Breaking Glass Houses: Fawzia Afzal-Khan’s Book Shattering the Stereotypes

Breaking Glass Houses: Fawzia Afzal-Khan’s Book Shattering the Stereotypes June 2, 2008

It’s a common assumption that Muslim women don’t—or can’t—speak for themselves. Fawzia Afzal-Khan aims to break that idea into tiny pieces with a book: Shattering the Stereotypes: Muslim Women Speak Out (2005). The book is a compilation of works written by different Muslim women, with a forward written by Nawal El Saadawi.

In the introduction, Afzal-Khan explains that this books aims to counter the negative attitudes and ideas about Muslim women that are still proliferated post-9/11. It’s divided into works of non-fiction, poetry, journalism, religious discourses, fiction, and plays. Many of the authors in the book use 9/11 as a catalyst, writing about its effects on their lives or examining the effects it had on other Muslim women’s lives. Many of the non-fiction and poetry focus on this point. Suheir Hammad’s “first writing since” is a poignant reflection on being an Arab Muslim New Yorker in the days after the attacks (shameless personal bias alert: love Hammad).

Other works focus on what came after 9/11. Barbara Nimri Aziz’s journalism piece “Are you O.K.?” reflects on her work as a journalist trying to escape Iraq because of the impending U.S. invasion. Bina Sharif’s play “An Afghan Woman” features an Afghan woman talking to a western audience who sees her on television because of the U.S.’s “war on terror” in Afghanistan.

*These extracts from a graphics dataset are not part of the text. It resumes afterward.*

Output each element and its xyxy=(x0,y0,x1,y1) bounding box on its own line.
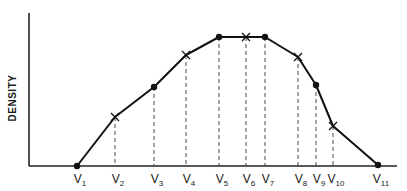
tick-subscript: 10 xyxy=(336,179,345,188)
tick-base: V xyxy=(216,172,224,186)
tick-subscript: 9 xyxy=(321,179,325,188)
x-tick-v1: V1 xyxy=(74,172,86,188)
x-tick-v7: V7 xyxy=(262,172,274,188)
tick-base: V xyxy=(74,172,82,186)
tick-base: V xyxy=(151,172,159,186)
tick-base: V xyxy=(313,172,321,186)
tick-subscript: 7 xyxy=(270,179,274,188)
density-curve xyxy=(77,37,378,166)
tick-subscript: 8 xyxy=(303,179,307,188)
tick-base: V xyxy=(295,172,303,186)
x-tick-v10: V10 xyxy=(328,172,345,188)
density-line xyxy=(77,37,378,166)
tick-subscript: 5 xyxy=(224,179,228,188)
tick-base: V xyxy=(112,172,120,186)
tick-base: V xyxy=(262,172,270,186)
x-tick-v4: V4 xyxy=(183,172,195,188)
y-axis-label: DENSITY xyxy=(7,75,18,122)
dot-marker-icon xyxy=(151,84,157,90)
x-tick-v9: V9 xyxy=(313,172,325,188)
x-tick-v5: V5 xyxy=(216,172,228,188)
tick-base: V xyxy=(328,172,336,186)
dot-marker-icon xyxy=(262,34,268,40)
markers xyxy=(74,33,381,169)
x-tick-v8: V8 xyxy=(295,172,307,188)
x-tick-v2: V2 xyxy=(112,172,124,188)
dashed-guides xyxy=(115,37,333,166)
x-tick-v11: V11 xyxy=(373,172,389,188)
x-tick-v3: V3 xyxy=(151,172,163,188)
dot-marker-icon xyxy=(313,82,319,88)
dot-marker-icon xyxy=(216,34,222,40)
tick-subscript: 3 xyxy=(159,179,163,188)
tick-subscript: 4 xyxy=(191,179,195,188)
tick-base: V xyxy=(373,172,381,186)
dot-marker-icon xyxy=(375,162,381,168)
tick-base: V xyxy=(243,172,251,186)
x-tick-v6: V6 xyxy=(243,172,255,188)
axes xyxy=(29,13,397,166)
tick-base: V xyxy=(183,172,191,186)
tick-subscript: 2 xyxy=(120,179,124,188)
tick-subscript: 11 xyxy=(381,179,389,188)
dot-marker-icon xyxy=(74,163,80,169)
tick-subscript: 1 xyxy=(82,179,86,188)
tick-subscript: 6 xyxy=(251,179,255,188)
density-chart xyxy=(0,0,407,191)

But there are works that focus on other issues important to Muslim women. Mohja Kahf’s poem, “Little Mosque Poems,” dismantles the problem of mosques that are not welcoming to women. Azizah al-Hibri’s “Muslim Women’s Rights in the Global Village: Challenges and Opportunities” that appears in the “religious discourses” section is a well-reasoned, well-researched treatise on how Islam is taken away from Muslim women, despite al-Hibri’s biased characterizations of men as inherently aggressive and false hypothesis that North American Muslims transcend cultural restraints when it comes to Islam.

Nor do the plays of Maryam Habibian and Betty Shamieh revolve around 9/11. Habibian’s Forough’s Reflecting Pool: The Life and Work of Forugh Farrokhzad focuses on the life struggles and achievements through poetry of one of Iran’s greatest poets (shameless personal bias alert: love Farrokhzad), and Shamieh’s Chocolate in Heat—Growing Up Arab In America breaks down the ideas that Muslim women are always “from over there” and are unaware of societal and institutional forces of discrimination.

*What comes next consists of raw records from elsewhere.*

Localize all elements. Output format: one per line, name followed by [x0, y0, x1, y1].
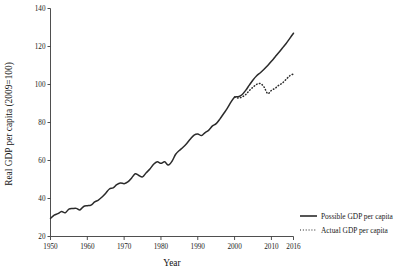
y-tick-label: 60	[38, 157, 46, 165]
x-axis-title: Year	[163, 258, 181, 268]
x-tick-label: 2016	[286, 243, 301, 251]
legend-label: Possible GDP per capita	[321, 212, 393, 221]
y-tick-label: 40	[38, 195, 46, 203]
x-tick-label: 1990	[191, 243, 206, 251]
x-tick-label: 1980	[154, 243, 169, 251]
x-tick-label: 2000	[227, 243, 242, 251]
x-tick-label: 1970	[117, 243, 132, 251]
x-tick-label: 2010	[264, 243, 279, 251]
series-line-actual	[235, 74, 294, 98]
data-series-group	[51, 33, 294, 218]
x-tick-label: 1950	[43, 243, 58, 251]
y-tick-label: 140	[35, 5, 46, 13]
y-tick-label: 120	[35, 43, 46, 51]
x-axis: 19501960197019801990200020102016	[43, 237, 301, 251]
legend-label: Actual GDP per capita	[321, 226, 389, 235]
y-axis-title: Real GDP per capita (2009=100)	[4, 62, 15, 186]
chart-canvas: 20406080100120140 1950196019701980199020…	[0, 0, 403, 271]
chart-figure: 20406080100120140 1950196019701980199020…	[0, 0, 403, 271]
x-tick-label: 1960	[80, 243, 95, 251]
series-line-possible	[51, 33, 294, 218]
y-tick-label: 100	[35, 81, 46, 89]
y-axis: 20406080100120140	[35, 5, 51, 241]
y-tick-label: 80	[38, 119, 46, 127]
chart-legend: Possible GDP per capitaActual GDP per ca…	[300, 212, 393, 235]
y-tick-label: 20	[38, 233, 46, 241]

Eisa Nefertari Ulen, in her non-fiction piece “Tapping Our Strength,” writes about the possibilities that await Muslim women who recognize that inter-ideological alliances can be helpful rather than exploitative:

“The last place we women of all faiths need to suffer the indignity of judgment based solely on outward appearance is in the company of other women. Right now, half of American non-Muslim women encourage other women to be free by being naked, and the other half desperately tries to get women and girls to cover up. Meanwhile, the men simply get dressed in the morning…Non-Muslim women need to stop telling Muslim women their traditional Islamic garb symbolizes oppression. Muslim women need to open themselves to coalitions with women in mini-skirts. Only then will we work successfully toward a world where all women can truly wear what they feel.”

The book is a powerful one, and it successfully shatters stereotypes that Muslim women aren’t American and aren’t willing to speak up for themselves.